Installing OpenMediaVault (OMV) on a Raspberry Pi

OpenMediaVault (OMV) is an open source Network Attached Storage (NAS) solution. It ships as a distribution but you can also install just the packages if you have a suitable base system (Debian essentially) which is what we’ll be doing here. OMV has a web based interface that can be used to configure almost all aspects of the server. With plugins and extensions it can also run Docker and Portainer which opens the system up to running a wealth of applications.

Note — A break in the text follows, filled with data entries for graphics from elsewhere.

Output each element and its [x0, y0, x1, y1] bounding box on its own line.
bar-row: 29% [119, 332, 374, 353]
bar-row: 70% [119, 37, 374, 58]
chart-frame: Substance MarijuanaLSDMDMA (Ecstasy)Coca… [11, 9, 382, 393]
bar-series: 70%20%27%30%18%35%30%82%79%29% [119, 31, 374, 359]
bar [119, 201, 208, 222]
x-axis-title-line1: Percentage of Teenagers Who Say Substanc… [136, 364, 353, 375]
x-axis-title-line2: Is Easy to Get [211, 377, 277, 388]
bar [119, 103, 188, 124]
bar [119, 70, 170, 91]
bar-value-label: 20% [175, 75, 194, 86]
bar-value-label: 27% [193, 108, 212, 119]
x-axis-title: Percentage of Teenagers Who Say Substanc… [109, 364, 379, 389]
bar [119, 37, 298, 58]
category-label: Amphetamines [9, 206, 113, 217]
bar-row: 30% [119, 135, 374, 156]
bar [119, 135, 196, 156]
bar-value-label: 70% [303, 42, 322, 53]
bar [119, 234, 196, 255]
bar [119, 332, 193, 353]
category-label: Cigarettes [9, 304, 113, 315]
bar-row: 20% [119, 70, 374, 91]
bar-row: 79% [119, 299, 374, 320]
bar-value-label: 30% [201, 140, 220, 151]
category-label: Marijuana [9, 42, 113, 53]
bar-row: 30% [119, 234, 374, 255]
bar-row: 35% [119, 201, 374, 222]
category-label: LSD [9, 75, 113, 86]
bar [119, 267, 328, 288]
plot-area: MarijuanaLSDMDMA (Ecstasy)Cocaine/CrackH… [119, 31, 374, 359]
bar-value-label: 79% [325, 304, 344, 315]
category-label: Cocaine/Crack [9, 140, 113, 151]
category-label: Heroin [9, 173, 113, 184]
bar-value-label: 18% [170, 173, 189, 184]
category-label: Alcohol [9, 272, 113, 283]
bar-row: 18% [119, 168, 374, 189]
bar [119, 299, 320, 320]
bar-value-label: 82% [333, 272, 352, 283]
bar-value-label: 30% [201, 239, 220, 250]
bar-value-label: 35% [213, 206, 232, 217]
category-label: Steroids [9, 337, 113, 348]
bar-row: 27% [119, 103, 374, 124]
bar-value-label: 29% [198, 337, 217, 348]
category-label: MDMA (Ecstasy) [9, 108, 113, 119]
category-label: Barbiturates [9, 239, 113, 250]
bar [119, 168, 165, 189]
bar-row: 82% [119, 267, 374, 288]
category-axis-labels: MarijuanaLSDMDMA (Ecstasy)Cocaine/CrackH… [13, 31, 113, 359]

To follow this article you’ll need a freshly installed Raspberry Pi. I’ll be using a Pi 4B 8GB with the Lite version of the OS installed, OMV won’t work on systems with a desktop environment. I will be installing OpenMediaVault 6 as that’s the latest version at the time of writing. You will almost certainly want to be able to access the Pi by SSH – I will be carrying out all the configuration over SSH. This process will work best if you’ve made no modifications to the basic install. OMV essentially takes over control of the server, once it’s installed it would be very difficult to remove and manually editing configuration files likely won’t have the desired effect long term – OMV will undo the edits.

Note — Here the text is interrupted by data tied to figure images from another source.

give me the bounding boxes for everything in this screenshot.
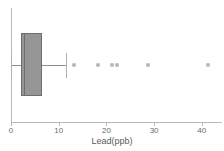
x-tick-label: 40 (197, 126, 206, 135)
median-line (24, 33, 25, 96)
outlier-point (207, 63, 210, 66)
whisker-right (42, 65, 66, 66)
outlier-point (115, 63, 118, 66)
x-tick-label: 0 (9, 126, 13, 135)
outlier-point (111, 63, 114, 66)
whisker-cap-right (66, 53, 67, 78)
outlier-point (96, 63, 99, 66)
whisker-cap-left (11, 53, 12, 78)
x-axis-title: Lead(ppb) (0, 136, 224, 147)
x-tick-label: 20 (102, 126, 111, 135)
x-axis-line (11, 122, 222, 123)
whisker-left (11, 65, 21, 66)
outlier-point (72, 63, 75, 66)
x-tick-label: 30 (150, 126, 159, 135)
boxplot-chart: 010203040 Lead(ppb) (0, 0, 224, 151)
outlier-point (146, 63, 149, 66)
x-tick-label: 10 (54, 126, 63, 135)
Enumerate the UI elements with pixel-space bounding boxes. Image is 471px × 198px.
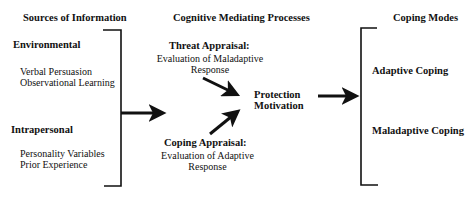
threat-to-protection-arrow: [203, 78, 236, 94]
intrapersonal-title: Intrapersonal: [11, 124, 73, 135]
sources-header: Sources of Information: [23, 12, 127, 23]
environmental-title: Environmental: [13, 39, 80, 50]
prior-experience: Prior Experience: [20, 159, 87, 170]
coping-to-protection-arrow: [210, 112, 237, 134]
modes-header: Coping Modes: [393, 12, 458, 23]
observational-learning: Observational Learning: [20, 77, 115, 88]
processes-header: Cognitive Mediating Processes: [173, 12, 310, 23]
maladaptive-coping: Maladaptive Coping: [372, 125, 464, 136]
verbal-persuasion: Verbal Persuasion: [20, 66, 92, 77]
coping-appraisal-line1: Evaluation of Adaptive: [150, 150, 265, 161]
personality-variables: Personality Variables: [20, 148, 105, 159]
coping-appraisal-line2: Response: [150, 161, 265, 172]
threat-appraisal-line1: Evaluation of Maladaptive: [150, 53, 270, 64]
adaptive-coping: Adaptive Coping: [372, 65, 448, 76]
threat-appraisal-title: Threat Appraisal:: [169, 40, 250, 51]
protection-motivation-line1: Protection: [254, 89, 300, 100]
coping-appraisal-title: Coping Appraisal:: [164, 137, 247, 148]
sources-bracket: [103, 30, 121, 186]
threat-appraisal-line2: Response: [150, 64, 270, 75]
modes-bracket: [361, 28, 378, 185]
protection-motivation-line2: Motivation: [254, 100, 304, 111]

Installing OMV 6 on a Raspberry Pi 4B

Open a terminal to your Pi and update the machine with:

sudo apt update
sudo apt upgrade

Now execute the following command to download and execute the install script for OMV:

sudo wget -O - https://github.com/OpenMediaVault-Plugin-Developers/installScript/raw/master/install | sudo bash

This command comes from here, which is from omv-extras.org a group that builds plugins for OMV and also facilitates the installation on Raspberry Pi. The Pi will work on this script for quite a while, 30 minutes is common and at the end it will reboot the machine – this will terminate the SSH session. It’s important that this script isn’t interrupted while it works so just click away from the SSH window (I’m assuming you’re using PuTTY like me) and leave it to do it’s thing. After the reboot give the Pi about 5 minutes to finish the setup and first execution of OMV.

OMV makes a lot of changes to the machine and it’s entirely possible you’ll end up with a new IP address and or SSH logins no longer working. In my case neither changed.

OMV First Login

OMV will bind port 80 which is the standard HTTP port. You should be able to reach your newly installed server at

http://IP_ADDRESS

Where IP_ADDRESS is the address of your server. Login with the default username and password:

Username: admin
Password: openmediavault

You should now see the home page for OMV that looks something like this

Change the password of the admin user to something secure. This is done by clicking the person icon at the top right and selection change password. Now select “Dashboard” from the left hand menu and click “setting page” in the menu. You’ll be presented with a list of items that can be displayed on the dashboard, click a few you’re interested in (all of them in my case) and press the “Save” button.

You’re all done for the initial install and configuration of OMV 6. In later articles I’ll look at setting up shares and some other services.